Wednesday, August 13, 2008

The Memorial Ride

Another activity I participated in while visiting Wyoming was a ride up behind our valley to the site of the avalanche that took the life of three men, including my sister's husband, in January. There were many people on this trek, including two babies. We took ten horses and four 4-wheelers. We trailered the horses to the trail head, then saddled them and rode about two miles uphill to the meadow. It had been a favorite destination for my brother-in-law on many snowmachine and horse trips over the decades he'd lived here.

I've seen pictures of the mountain and the debris, but until I rode up there, I had no idea of the immensity of this avalanche. It is hard to imagine how they found these men at all in the vast area where they had been buried. As my sister showed us around, she pointed out landmarks. "Here was his helmet, over here we found his soda can and a glove. Way over there was his windshield." His machine was fifty yards away from his body.

This was the second avalanche he'd been in. I've a seen a video of the first one. Someone was filming the riders as they went up a hillside and just kept filming as he was swallowed up by the snow, not in a ghoulish way, but because it happened so quickly that the video just kept running as the person's brain hadn't quite registered that it was an avalanche covering up a man. That time his effort to "swim" up out of it worked and as the snow stopped flowing, and settled into the heaviness of cement that it does, his gloved hand shot up to the surface and everyone could dig him out immediately. In January, the rescue squad said they found him with his hands up again, but it was many feet below the surface, and several hours after the event.

It is an inspiring place. I can see why he'd return to this spot, in every season, year after year. My sister said he always insisted that everyone just stop and look around and savor the atmosphere, whether they'd arrived on snow machines or horses. He felt like it was a place that should be treated as reverently as church. It was a spiritual environment to him. It definitely is a sanctuary now, not just for the three bereft families. The search and rescue workers were all close friends of the men who died there, and in addition to the small stone my sister placed there in his honor, the squad is creating a memorial that they are going to install along the trail to honor their companions and brothers.
This is my eighty year old aunt who is aboard a 31 year old horse. I hope I'm this adventurous when I'm 80.


This is one of the babies riding with her grandma. Mom and Dad were at the county fair, competing on their horses in some events. This little cowgirl was six months old on that day. She rode a 4-wheeler up the hill and a horse back down. She's a real Wyoming girl, huh?


This is the path of the avalanche. It broke off the ridge, scooped up all the trees in the "V" area and filled the meadow below and splashed up the opposite side. Ten acres, ten feet deep. There are trees lying in the debris field that are eight feet in diameter that were snapped off like you'd break off a cattail. (Looking east)


For the first time in my life, I saw what was on the other side of the mountains that I've looked at all my life while standing in my mom's yard. Fifty-five years of wondering, fulfilled. When I was quite small, I thought that New York City was there--it was east, after all, and I knew that over the mountains, to the east, was NYC. Hmmm...a little further east however, it turned out. (This is looking west)

This is looking north. You can see why he felt like this was a sacred spot each time he visited. It is serene, awe-inspiring, and completely spectacular. Very few of us can spend our last moment on earth in an spot that soothes our soul and makes us acutely conscious of the reality of a loving God. It just happened too soon for those he left behind.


What this task involves
Scanning the entries below, copy every line that contains the word "baseline".

.....

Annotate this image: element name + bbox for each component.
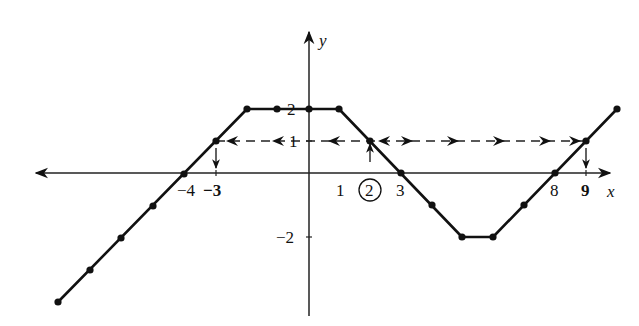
point (397, 169, 404, 176)
vertical-arrows (216, 144, 586, 168)
x-tick-label-minus-3: −3 (203, 181, 221, 200)
axes (36, 32, 610, 316)
y-tick-label-1: 1 (289, 132, 298, 151)
point (551, 169, 558, 176)
data-points (54, 105, 620, 305)
arrow-right-icon (569, 136, 581, 146)
y-tick-label-2: 2 (287, 100, 296, 119)
point (180, 170, 187, 177)
x-tick-label-1: 1 (336, 181, 345, 200)
arrow-right-icon (539, 136, 551, 146)
point (613, 105, 620, 112)
x-tick-label-2: 2 (365, 181, 374, 200)
function-graph: y x 2 1 −2 −4 −3 1 2 3 8 9 (0, 0, 639, 326)
x-tick-label-9: 9 (581, 181, 590, 200)
point (54, 298, 61, 305)
point (86, 266, 93, 273)
point (243, 105, 250, 112)
point (366, 137, 373, 144)
point (149, 202, 156, 209)
point (582, 137, 589, 144)
x-tick-label-8: 8 (550, 181, 559, 200)
point (428, 201, 435, 208)
point (489, 233, 496, 240)
point (273, 105, 280, 112)
y-axis-label: y (317, 31, 327, 50)
point (335, 105, 342, 112)
point (212, 137, 219, 144)
x-tick-label-minus-4: −4 (177, 181, 196, 200)
y-tick-label-minus-2: −2 (276, 228, 294, 247)
point (458, 233, 465, 240)
point (117, 234, 124, 241)
point (305, 105, 312, 112)
x-tick-label-3: 3 (396, 181, 405, 200)
point (520, 201, 527, 208)
dashed-level-line (216, 136, 586, 146)
x-axis-label: x (606, 182, 615, 201)
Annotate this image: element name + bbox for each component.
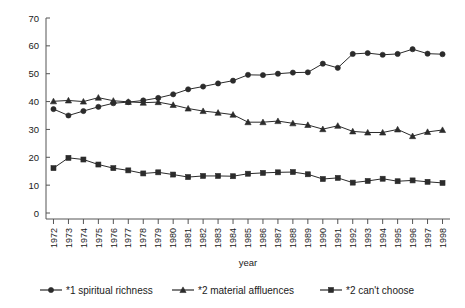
x-tick-label: 1991 (333, 228, 343, 248)
x-tick-label: 1998 (438, 228, 448, 248)
data-point-circle (305, 70, 310, 75)
data-point-square (111, 166, 116, 171)
data-point-circle (215, 81, 220, 86)
x-axis-title-text: year (239, 257, 257, 268)
data-point-square (410, 178, 415, 183)
x-tick-label: 1972 (49, 228, 59, 248)
x-tick-label: 1990 (318, 228, 328, 248)
data-point-square (440, 180, 445, 185)
x-tick-label: 1986 (258, 228, 268, 248)
data-point-circle (395, 51, 400, 56)
x-axis-title: year (239, 257, 257, 268)
data-point-square (126, 168, 131, 173)
data-point-circle (245, 72, 250, 77)
x-tick-label: 1980 (168, 228, 178, 248)
legend-item-1[interactable]: *1 spiritual richness (40, 285, 153, 296)
data-point-square (96, 162, 101, 167)
x-tick-label: 1994 (378, 228, 388, 248)
x-tick-label: 1976 (109, 228, 119, 248)
data-point-circle (66, 113, 71, 118)
data-point-square (425, 179, 430, 184)
x-tick-label: 1993 (363, 228, 373, 248)
data-point-circle (320, 61, 325, 66)
series-1 (51, 47, 445, 119)
data-point-circle (81, 108, 86, 113)
x-tick-label: 1988 (288, 228, 298, 248)
data-point-circle (380, 52, 385, 57)
chart-container: 010203040506070 197219731974197519761977… (0, 0, 465, 308)
x-axis (46, 219, 450, 224)
data-point-triangle (95, 95, 101, 101)
x-tick-label: 1978 (138, 228, 148, 248)
data-point-circle (410, 47, 415, 52)
data-point-circle (260, 73, 265, 78)
legend-label: *2 can't choose (346, 285, 415, 296)
series-3 (51, 155, 445, 185)
x-tick-label: 1992 (348, 228, 358, 248)
y-tick-label: 70 (28, 13, 39, 24)
data-point-square (290, 170, 295, 175)
data-point-square (171, 172, 176, 177)
data-point-circle (425, 51, 430, 56)
data-point-square (395, 179, 400, 184)
line-chart: 010203040506070 197219731974197519761977… (0, 0, 465, 308)
data-point-circle (335, 65, 340, 70)
data-point-square (156, 170, 161, 175)
y-tick-label: 0 (34, 208, 39, 219)
data-point-circle (290, 70, 295, 75)
legend-item-2[interactable]: *2 material affluences (172, 285, 294, 296)
data-point-triangle (439, 127, 445, 133)
data-point-circle (275, 71, 280, 76)
data-point-square (335, 175, 340, 180)
legend-item-3[interactable]: *2 can't choose (320, 285, 415, 296)
x-tick-label: 1983 (213, 228, 223, 248)
x-tick-label: 1987 (273, 228, 283, 248)
data-point-square (246, 171, 251, 176)
data-point-circle (440, 52, 445, 57)
data-point-circle (350, 51, 355, 56)
data-point-square (201, 173, 206, 178)
y-tick-label: 50 (28, 68, 39, 79)
data-point-circle (230, 78, 235, 83)
legend-marker-circle (48, 287, 53, 292)
data-point-circle (186, 87, 191, 92)
data-point-triangle (335, 123, 341, 129)
data-point-circle (365, 51, 370, 56)
data-point-square (305, 172, 310, 177)
series-layer (50, 47, 445, 186)
data-point-square (380, 176, 385, 181)
x-tick-label: 1997 (423, 228, 433, 248)
x-tick-label: 1982 (198, 228, 208, 248)
y-tick-label: 10 (28, 180, 39, 191)
x-tick-label: 1984 (228, 228, 238, 248)
data-point-square (231, 174, 236, 179)
data-point-circle (201, 84, 206, 89)
y-tick-label: 60 (28, 40, 39, 51)
data-point-square (186, 175, 191, 180)
x-tick-label: 1996 (408, 228, 418, 248)
data-point-square (216, 173, 221, 178)
x-tick-label: 1985 (243, 228, 253, 248)
legend-label: *2 material affluences (198, 285, 294, 296)
x-tick-label: 1973 (64, 228, 74, 248)
data-point-square (320, 177, 325, 182)
data-point-square (275, 170, 280, 175)
x-tick-label: 1975 (94, 228, 104, 248)
x-tick-label: 1989 (303, 228, 313, 248)
data-point-triangle (395, 126, 401, 132)
data-point-circle (51, 106, 56, 111)
y-axis: 010203040506070 (28, 13, 50, 220)
data-point-square (365, 178, 370, 183)
data-point-circle (171, 92, 176, 97)
legend-marker-square (329, 288, 334, 293)
x-tick-label: 1995 (393, 228, 403, 248)
data-point-square (51, 166, 56, 171)
chart-legend: *1 spiritual richness*2 material affluen… (40, 285, 415, 296)
y-tick-label: 20 (28, 152, 39, 163)
data-point-square (81, 157, 86, 162)
x-tick-label: 1981 (183, 228, 193, 248)
legend-label: *1 spiritual richness (66, 285, 153, 296)
x-tick-label: 1979 (153, 228, 163, 248)
series-2 (50, 95, 445, 139)
data-point-square (350, 180, 355, 185)
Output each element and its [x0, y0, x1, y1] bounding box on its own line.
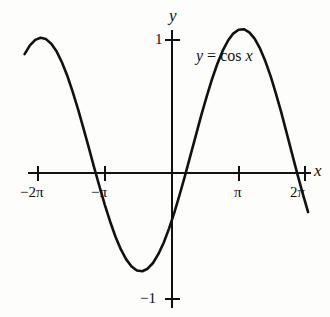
x-tick-label-pi: π — [234, 185, 242, 200]
equation-function: cos — [220, 47, 241, 64]
y-tick-label-1: 1 — [155, 32, 163, 47]
equation-annotation: y = cos x — [196, 48, 253, 64]
cosine-graph-figure: y x −2π −π π 2π 1 −1 y = cos x — [0, 0, 330, 317]
equation-arg-var: x — [245, 47, 252, 64]
x-axis-label: x — [314, 162, 322, 179]
x-tick-label-2pi: 2π — [290, 185, 305, 200]
x-tick-label--pi: −π — [91, 185, 107, 200]
x-tick-label--2pi: −2π — [20, 185, 44, 200]
y-axis-label: y — [169, 7, 177, 24]
y-tick-label--1: −1 — [140, 291, 156, 306]
cosine-curve — [25, 29, 309, 271]
equation-equals: = — [203, 47, 220, 64]
plot-canvas — [0, 0, 330, 317]
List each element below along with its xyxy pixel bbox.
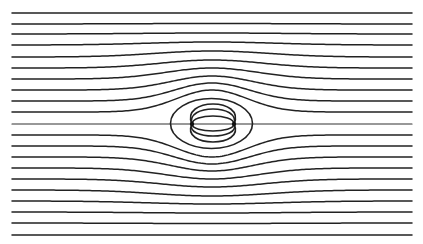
dipole-field-loop-upper (191, 104, 236, 124)
streamline-diagram (0, 0, 423, 244)
streamline (12, 168, 412, 179)
streamline (12, 42, 412, 45)
left-pole-icon (190, 122, 194, 126)
dipole-field-loop-upper (192, 116, 234, 124)
streamline (12, 33, 412, 34)
streamline (12, 201, 412, 204)
right-pole-icon (232, 122, 236, 126)
streamline (12, 60, 412, 68)
dipole-field-loop-lower (191, 124, 234, 136)
dipole-field-loop-lower (192, 124, 234, 131)
streamline (12, 51, 412, 57)
streamline (12, 68, 412, 79)
streamline (12, 190, 412, 196)
streamline (12, 212, 412, 213)
streamlines-group (12, 13, 412, 235)
streamline (12, 179, 412, 187)
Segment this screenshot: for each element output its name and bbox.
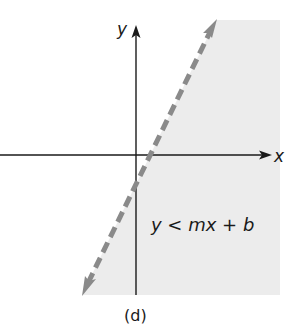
x-axis-label: x xyxy=(273,146,285,166)
figure-caption: (d) xyxy=(124,306,147,325)
inequality-label: y < mx + b xyxy=(150,214,254,235)
inequality-graph: x y y < mx + b (d) xyxy=(0,0,294,331)
shaded-region xyxy=(82,20,280,295)
y-axis-label: y xyxy=(116,19,128,39)
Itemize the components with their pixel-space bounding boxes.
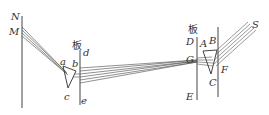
label-e-upper: E: [185, 91, 194, 102]
label-c-upper: C: [209, 77, 217, 88]
rays-to-m: [22, 27, 68, 75]
label-b: b: [72, 58, 78, 69]
optics-diagram: N M 板 d a b c e 板 D A B G C F E S: [0, 0, 269, 115]
label-n: N: [10, 11, 21, 22]
label-m: M: [8, 26, 20, 37]
label-d: d: [83, 47, 89, 58]
label-s: S: [252, 19, 259, 30]
spectrum-fan: [80, 60, 197, 83]
label-board-left: 板: [72, 39, 82, 51]
label-e: e: [81, 95, 87, 106]
label-a-upper: A: [199, 38, 207, 49]
label-f: F: [220, 64, 229, 75]
label-c: c: [64, 91, 70, 102]
label-d-upper: D: [185, 36, 194, 47]
prism-abc: [203, 50, 217, 74]
diagram: N M 板 d a b c e 板 D A B G C F E S: [0, 0, 269, 115]
label-g: G: [186, 54, 194, 65]
label-a: a: [60, 56, 66, 67]
label-board-right: 板: [188, 23, 198, 35]
label-b-upper: B: [208, 35, 216, 46]
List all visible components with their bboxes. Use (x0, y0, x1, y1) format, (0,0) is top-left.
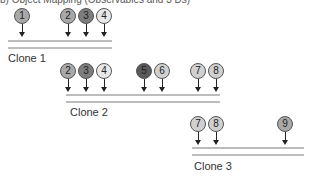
object-node-4: 4 (96, 63, 112, 79)
arrowhead-icon (65, 87, 71, 92)
arrowhead-icon (141, 87, 147, 92)
object-node-7: 7 (190, 116, 206, 132)
object-node-9: 9 (277, 116, 293, 132)
arrowhead-icon (195, 140, 201, 145)
arrowhead-icon (159, 87, 165, 92)
clone-label: Clone 2 (70, 106, 108, 118)
arrowhead-icon (83, 32, 89, 37)
object-node-6: 6 (154, 63, 170, 79)
arrowhead-icon (213, 140, 219, 145)
clone-baseline (8, 40, 112, 42)
object-node-2: 2 (60, 8, 76, 24)
object-node-3: 3 (78, 8, 94, 24)
arrowhead-icon (101, 87, 107, 92)
arrowhead-icon (101, 32, 107, 37)
clone-label: Clone 1 (8, 52, 46, 64)
clone-baseline (66, 94, 220, 96)
figure-caption: b) Object Mapping (Observables and 3 Ds) (0, 0, 190, 5)
object-node-8: 8 (208, 116, 224, 132)
arrowhead-icon (83, 87, 89, 92)
clone-baseline (192, 154, 304, 156)
arrowhead-icon (213, 87, 219, 92)
clone-label: Clone 3 (194, 160, 232, 172)
object-node-4: 4 (96, 8, 112, 24)
object-node-8: 8 (208, 63, 224, 79)
object-node-5: 5 (136, 63, 152, 79)
object-node-2: 2 (60, 63, 76, 79)
object-node-7: 7 (190, 63, 206, 79)
clone-baseline (192, 147, 304, 149)
object-node-3: 3 (78, 63, 94, 79)
arrowhead-icon (195, 87, 201, 92)
arrowhead-icon (282, 140, 288, 145)
clone-baseline (8, 47, 112, 49)
clone-baseline (66, 101, 220, 103)
arrowhead-icon (65, 32, 71, 37)
arrowhead-icon (19, 32, 25, 37)
object-node-1: 1 (14, 8, 30, 24)
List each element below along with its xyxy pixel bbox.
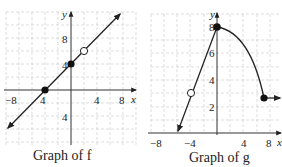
graph-f-point-filled [41,86,48,93]
graph-f-xtick: 4 [94,94,100,106]
graph-g-point-open [187,89,194,96]
graph-g-y-label: y [209,8,215,20]
graph-g: y x −8 −4 4 8 8 6 4 2 [148,8,282,149]
graph-f-xtick: −8 [5,94,17,106]
graph-f-point-filled [67,60,74,67]
graph-g-xtick: 4 [241,137,247,149]
graph-f-x-label: x [130,93,136,105]
graph-g-x-label: x [276,136,282,148]
graph-g-ytick: 6 [209,47,215,59]
graph-g-grid [151,14,281,133]
graph-f-ytick: 4 [62,111,68,123]
graph-f-ytick: 8 [62,33,68,45]
graph-g-xtick: −8 [150,137,162,149]
graph-g-xtick: 8 [266,137,272,149]
graph-f: y x −8 4 4 8 8 4 4 [4,8,136,145]
graph-f-ytick: 4 [62,59,68,71]
graph-g-ytick: 8 [209,21,215,33]
graph-g-xtick: −4 [184,137,196,149]
graph-g-caption: Graph of g [189,150,250,166]
graph-g-ytick: 4 [209,74,215,86]
graph-g-arc [217,27,264,98]
graph-f-point-open [80,47,87,54]
graph-f-xtick: 4 [40,94,46,106]
graph-f-xtick: 8 [119,94,125,106]
graph-f-y-label: y [61,8,67,20]
graph-g-ytick: 2 [209,101,215,113]
graph-f-caption: Graph of f [33,148,91,164]
graph-g-point-filled [260,94,267,101]
graphs-canvas: y x −8 4 4 8 8 4 4 [0,0,282,167]
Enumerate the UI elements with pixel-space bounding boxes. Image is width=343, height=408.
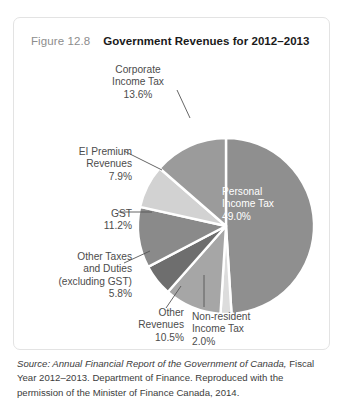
- pie-label-ei-premium-revenues: EI PremiumRevenues7.9%: [24, 146, 132, 183]
- pie-slice: [226, 138, 314, 314]
- source-note: Source: Annual Financial Report of the G…: [17, 357, 329, 400]
- figure-card: Figure 12.8 Government Revenues for 2012…: [13, 17, 330, 350]
- pie-label-gst: GST11.2%: [24, 208, 132, 233]
- pie-chart: CorporateIncome Tax13.6% EI PremiumReven…: [14, 18, 331, 351]
- source-citation-italic: Source: Annual Financial Report of the G…: [17, 358, 287, 369]
- pie-slice-group: [138, 138, 314, 314]
- pie-label-personal-income-tax: PersonalIncome Tax49.0%: [222, 186, 314, 223]
- pie-label-non-resident-income-tax: Non-residentIncome Tax2.0%: [192, 311, 302, 348]
- pie-label-other-revenues: OtherRevenues10.5%: [100, 307, 184, 344]
- pie-label-corporate-income-tax: CorporateIncome Tax13.6%: [72, 64, 204, 101]
- pie-label-other-taxes-and-duties: Other Taxesand Duties(excluding GST)5.8%: [16, 251, 132, 301]
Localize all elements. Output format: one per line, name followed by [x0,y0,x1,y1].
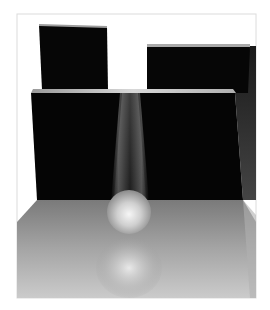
back-right-block [147,46,250,93]
front-wall-top [31,89,236,93]
rendered-scene [0,0,270,310]
back-left-block [39,25,108,90]
back-right-block-top [147,44,250,47]
sphere [107,190,151,234]
sphere-reflection [96,238,162,298]
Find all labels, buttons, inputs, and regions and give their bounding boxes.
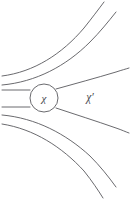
diagram-canvas: χ χ′	[0, 0, 131, 200]
diagram-background	[0, 0, 131, 200]
region-chi-prime-label: χ′	[85, 91, 94, 104]
field-line-diagram: χ χ′	[0, 0, 131, 200]
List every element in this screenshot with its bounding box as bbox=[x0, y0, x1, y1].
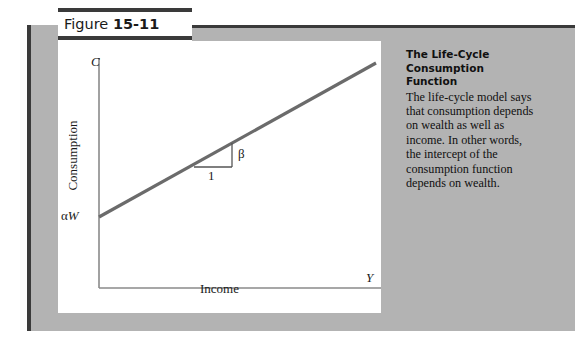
caption-heading: The Life-Cycle Consumption Function bbox=[406, 48, 538, 89]
x-axis-title: Income bbox=[58, 282, 381, 295]
figure-tab-rule-bottom bbox=[58, 36, 192, 40]
consumption-function-chart bbox=[58, 41, 381, 313]
caption-heading-line-2: Consumption Function bbox=[406, 62, 538, 89]
figure-15-11: Figure 15-11 C Y αW β 1 Income Consumpti… bbox=[0, 0, 588, 345]
figure-number-prefix: Figure bbox=[64, 16, 113, 32]
y-axis-title: Consumption bbox=[66, 96, 79, 216]
y-axis-symbol: C bbox=[91, 55, 100, 68]
panel-top-rule bbox=[192, 25, 575, 28]
figure-tab-rule-top bbox=[58, 8, 192, 12]
consumption-function-line bbox=[99, 63, 376, 217]
figure-number-label: Figure 15-11 bbox=[64, 14, 192, 34]
caption-body: The life-cycle model says that consumpti… bbox=[406, 90, 538, 191]
plot-area: C Y αW β 1 Income Consumption bbox=[58, 41, 381, 313]
figure-caption: The Life-Cycle Consumption Function The … bbox=[406, 48, 538, 190]
figure-number-value: 15-11 bbox=[113, 16, 159, 32]
caption-heading-line-1: The Life-Cycle bbox=[406, 48, 538, 62]
slope-label-beta: β bbox=[238, 147, 245, 160]
slope-label-run: 1 bbox=[208, 169, 215, 182]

.....

Solution for this exercise
clone-baseline (8, 40, 112, 42)
clone-baseline (66, 94, 220, 96)
clone-baseline (192, 154, 304, 156)
clone-baseline (192, 147, 304, 149)
clone-baseline (8, 47, 112, 49)
clone-baseline (66, 101, 220, 103)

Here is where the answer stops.